* _Records from a data collection_
-.-.-

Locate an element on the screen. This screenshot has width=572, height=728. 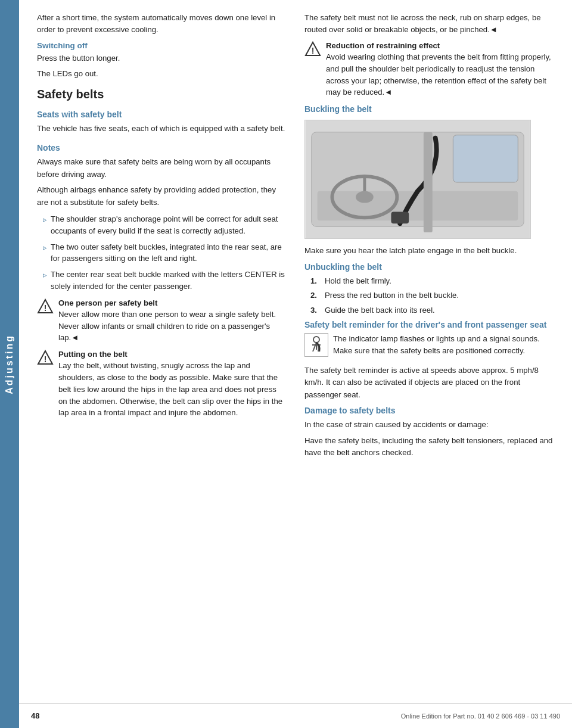
reminder-heading: Safety belt reminder for the driver's an… is located at coordinates (429, 325).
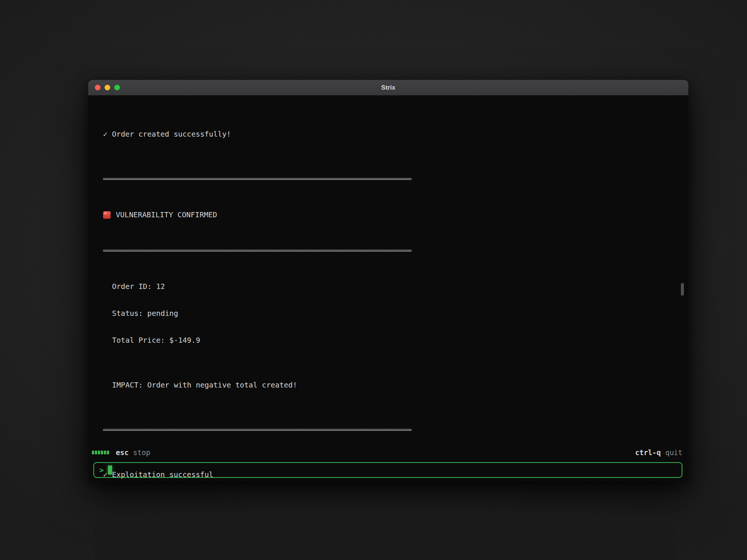 This screenshot has width=747, height=560. I want to click on esc-key-hint: esc, so click(122, 452).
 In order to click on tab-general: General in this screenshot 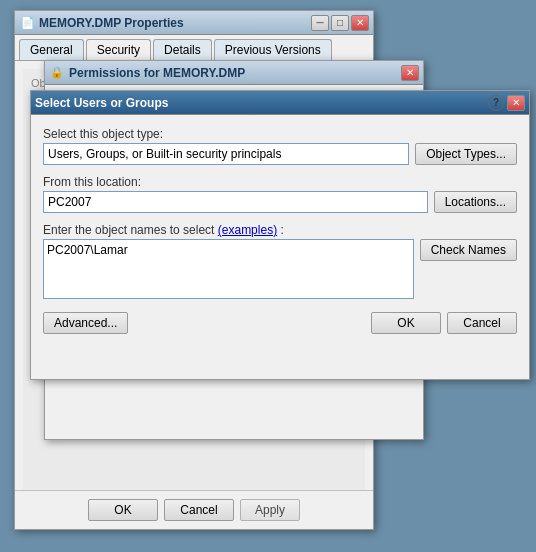, I will do `click(52, 50)`.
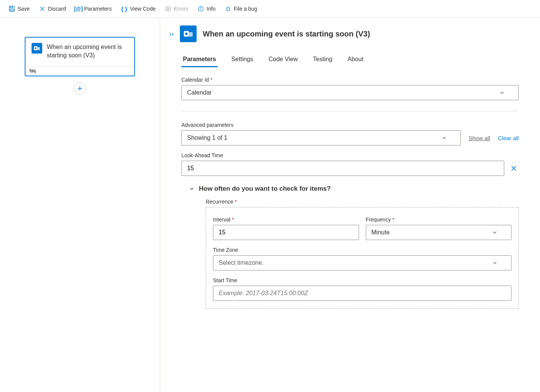 The image size is (540, 392). Describe the element at coordinates (98, 9) in the screenshot. I see `parameters-label: Parameters` at that location.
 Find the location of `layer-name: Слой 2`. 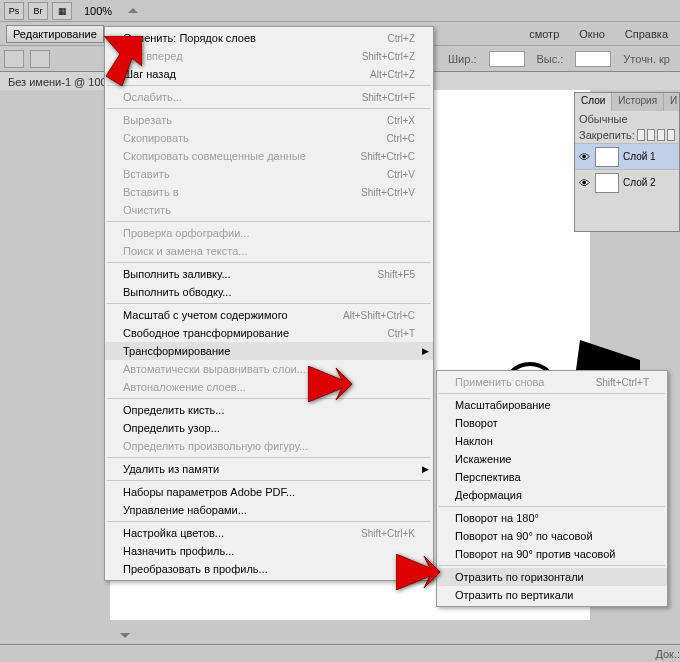

layer-name: Слой 2 is located at coordinates (640, 182).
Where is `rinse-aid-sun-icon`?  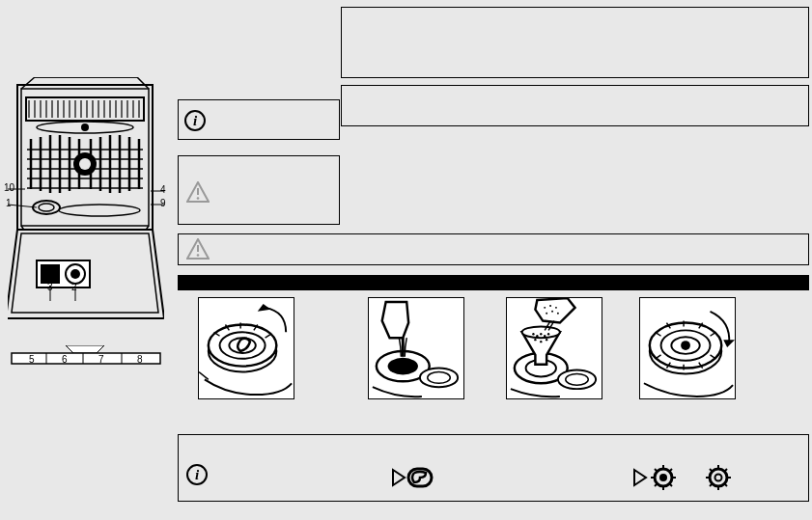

-.-.-

Leave out every picture and copy, exactly as written, the lines from the one with "Find the location" through the end of the records above.

* _Response below_
 Find the location of `layer-name: Слой 2`. 

layer-name: Слой 2 is located at coordinates (640, 182).
Where is `rinse-aid-sun-icon`?  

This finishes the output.